The cat stank, there were maggots in a few wounds and when the vet opened Wally’s mouth, half the palate was torn away. It was a quick and easy decision the euthanize Wally. The end came swift. His pain and suffering was ended.
The vet’s conjecture was that Wally had tangled with a coyote. Mine is that this big tom cat fought hard for his life and was able to crawl away. He crawled to us for help, we gave it. May he Rest In Peace.
Empty Nesters, Again
Forgot to take down the Christmas wreath before we left for vacation, this is what we came back to:

A robin’s nest. Every time we used the door, the mother robin flew away, squawking.
Did an internet search on robin and nesting, worked out that the fledgling would leave the nest around May 20–I was off by a few days.

We are missing those birds.
Catching up on books
There are many books that I will never have the time (or inclination) to read, but how did I overlook these?
Natalie Haynes’ A Thousand Ships started me exploring recent books written about the Greek and Latin classics told with women at the center, especially the women who were the collateral damage of the Trojan War.
Elinor Cleghorn, Unwell Women, Misdiagnosis and Myths in a Man-made World, about misconceptions of female anatomy and health. This triggered one of my short stories.
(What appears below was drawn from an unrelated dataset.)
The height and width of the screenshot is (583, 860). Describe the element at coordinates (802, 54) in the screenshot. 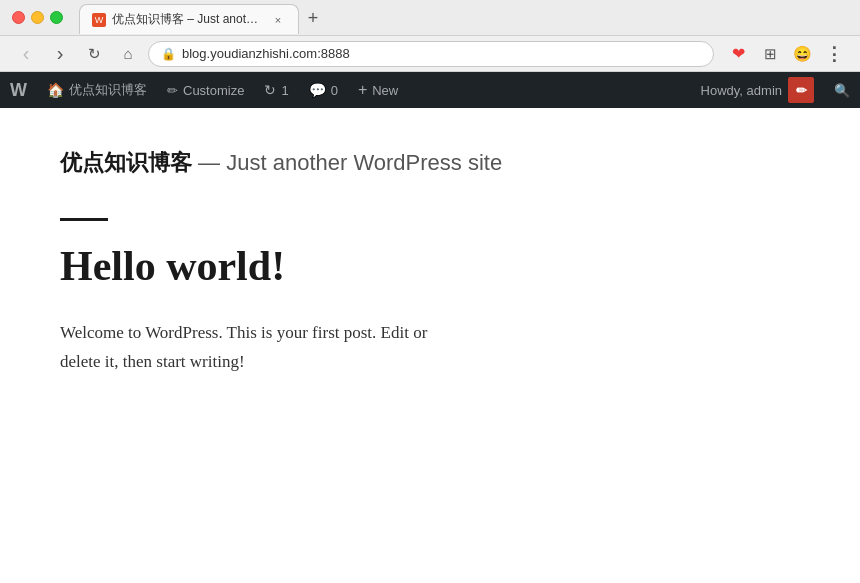

I see `emoji-button: 😄` at that location.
Madeline Miller, Circe This earned it wow from me, how could I overlook this book about the witch and goddess Circe. Her life as a daughter of Helios, her exile, then the time spent with Odysseus and the aftermath of that affair. A deep knowledge of the world of the classic literature and an excellent imagination of how women created a life in a world torn apart by war.
Natalie Haynes, Pandora’s Jar this book was published in the U.K. before it will be published in the U.S. next year. Haynes tells the stories of the women of myths and the curtains of history as regards those women.
I agree with Natalie Haynes that the classic literature should be taught, and language (when did Latin disappear from high school curriculums?)–maybe it can start with Emily Watson’s translation of The Odyssey.
I’m looking forward to reading more of the above writers. Hope you have time to make room to read these books in this very busy life.
What have I been doing with my time?
Every writer must have read about Shakespeare writing King Lear during a plague year. I’m sure that it was meant to encourage us to focus on our writing instead of focusing on the havoc caused by Covid-19, the divisions manifested in the elections of 2020, I’m not sure it did.
During that plague year, Shakespeare wrote his 28th play– King Lear, one more of his masterpieces.
What was my writing? A couple of kids books, a couple of short stories, a screenplay adaption of one of those short stories, finished the first draft of a novel, further drafts of that novel, research for future novels–an ok output, certainly not the masterpieces Shakespeare produced during his downtime.
But then I never claimed to be in Shakespeare’s league, just one of those stars to shoot for.
Hope you are at least hanging in there.